For those carrying the strain of being misunderstood or maligned, this psalm is not a slogan; it is oxygen. Many are the troubles of the just, and still, out of them all the Lord delivers; not necessarily from suffering, but through it into a deeper consonance with the Son.
Not on bread alone
The Lenten verse before the Gospel steadies the scene: “One does not live on bread alone, but on every word that comes forth from the mouth of God” (Mt 4:4). When truth is contested and timing feels unclear, the temptation is to grab for what is immediately satisfying; approval, control, the last word. Jesus answers with dependence: live by the Word.
Practically, a Lenten Friday can take this shape:
- Feed first on Scripture. Sit with John 7:1–30 and notice the Lord’s pace. Where do you feel pushed to go faster than grace or slower than obedience?
- Fast from contempt. Refuse the inner commentary that discredits goodness because it convicts you. Let conviction become confession, not deflection.
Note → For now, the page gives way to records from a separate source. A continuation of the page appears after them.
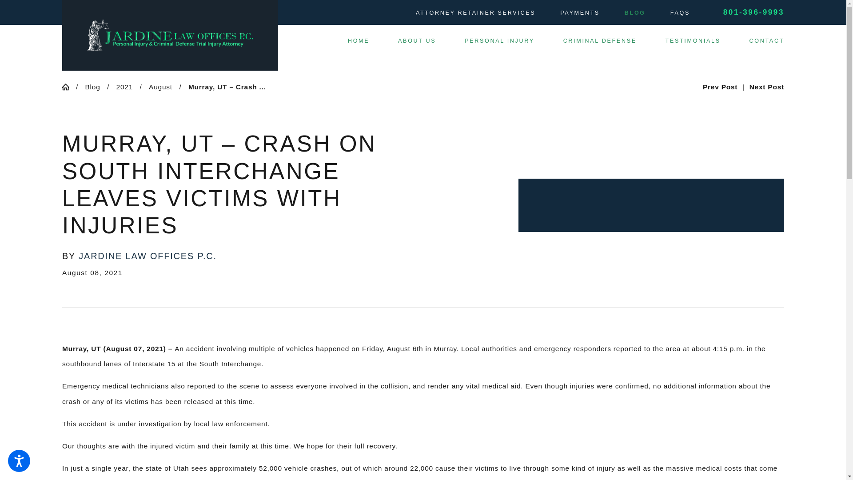 The width and height of the screenshot is (853, 480). Describe the element at coordinates (600, 41) in the screenshot. I see `CRIMINAL DEFENSE` at that location.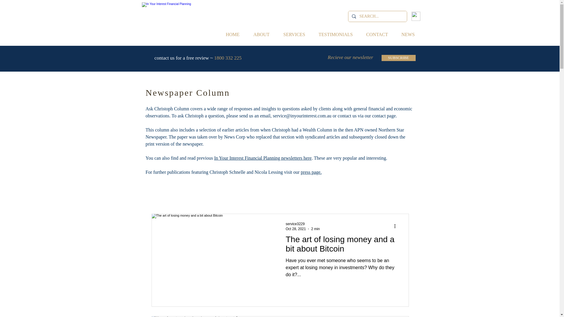 This screenshot has height=317, width=564. What do you see at coordinates (296, 229) in the screenshot?
I see `Oct 28, 2021` at bounding box center [296, 229].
- Seek the brokenhearted. Send a message, make a call, or offer quiet shelter to someone facing public or private pressure.
- Practice courageous prudence. Speak the truth you owe today; entrust the outcomes you cannot steer to the Father’s hour.
The just One and our Lenten path
The Church reads Wisdom 2 in Lent because the “just one” it describes is, in the end, Jesus. The plotting voice; “Let us condemn him to a shameful death”; will be heard again in the Passion. But so will the psalm’s promise and John’s assurance that times and outcomes are not in the final hands of envy or fear. The One who is “from” the Father walks into that hour, and in doing so, draws near to every broken heart.
Let this day be a schooling in that nearness. Let the Word become the bread by which motives are sifted, courage is given shape, and timing is handed back to God. Hidden counsels are not far away; they are the quiet wisdom of the Father who knows when to shelter, when to reveal, and how to deliver the just without breaking the bone.